Gil nodded, bracing himself for a gentler response to the old man’s adverse comments than the remote politeness he had used on Sunday against the Dean.

‘A very good choice,’ said Maister Forsyth, nodding. ‘Clever, discreet and modest. A very good choice for you, Gilbert, and I wish you happy with her.’

‘Thank you, sir,’ Gil had said ineptly, and bowed. His former teacher had acknowledged the bow and moved off, leaving Gil staring after him.
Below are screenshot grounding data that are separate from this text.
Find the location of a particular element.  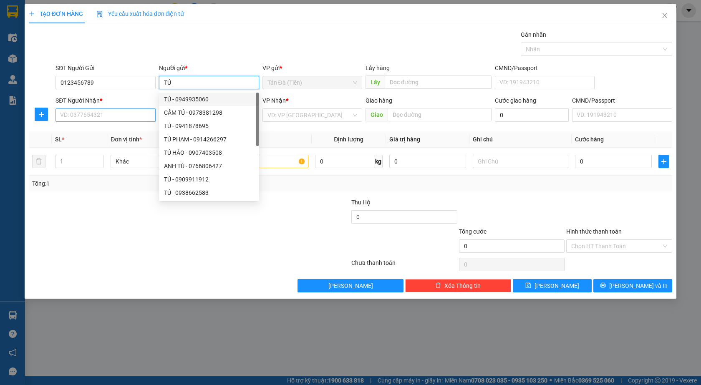

span: Tản Đà (Tiền) is located at coordinates (313, 83).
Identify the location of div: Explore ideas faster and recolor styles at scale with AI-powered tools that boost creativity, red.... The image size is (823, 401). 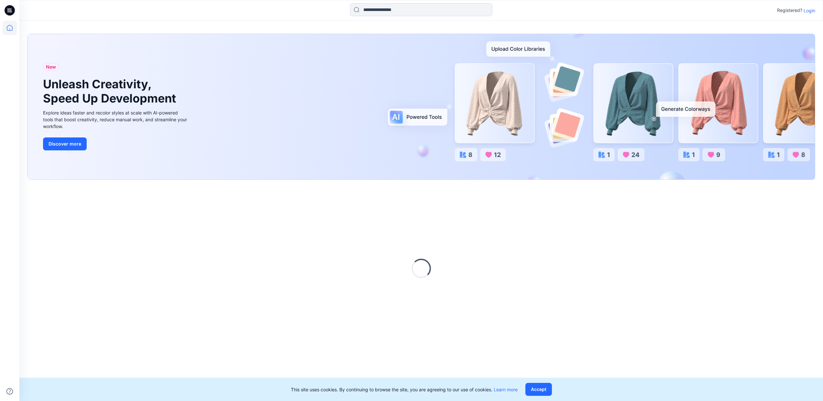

The clever, discreet and modest girl in his arms, her thoughts clearly mirroring his, turned to look up at him, putting up one hand to cup his jaw, brown eyes glowing in the last of the sunlight, and said, ‘You know, Gil, that was quite magnificent. In the Principal’s lodging, I mean,’ she expanded. ‘All those learned old men, and you telling them what happened and making all clear to them. And Lord Montgomery was so threatening, and you never flinched from him. I’m glad I was present.’

He turned his head to kiss her palm.

‘I’m glad you were present too,’ he admitted, ‘for I’d never have got so far without you. You deserved to be there.’

‘We make a good team, I think,’ she said diffidently.

‘None better.’ He kissed her palm again, then ran one finger lightly round the scooped neckline of her gown, over the fine linen of her shift, and she shivered. At their feet, the wolfhound turned his head to look at them, then ostentatiously rose and lay down again with his back to them, sighed, and laid his nose on his paws. In a small corner of his mind Gil was aware of his dog’s actions, commended the animal’s patience and admired his discretion.

‘Sweet St Giles, Alys, I must be the luckiest man in Scotland.’ She made a small enquiring noise. ‘An hendy hap ich hab yhent,’ he quoted, as he had done to his mother, and continued the verse, ‘From alle wommen my love is lent, And light on Alisoun.’

‘And mine on you,’ she said. He drew her closer, very conscious of the warmth of her flesh and the movement of her ribcage under the blue gown, and bent his head to kiss her. She put her arms round him, a little shyly, reaching under his jerkin, and leaned into his embrace.

On the ridge tiles the blackbird sang on, the golden notes dropping through the still air as the shadows lengthened in the garden and the first lights pricked in the houses round them.

Socrates sighed again, rolled on to his side and shut his eyes.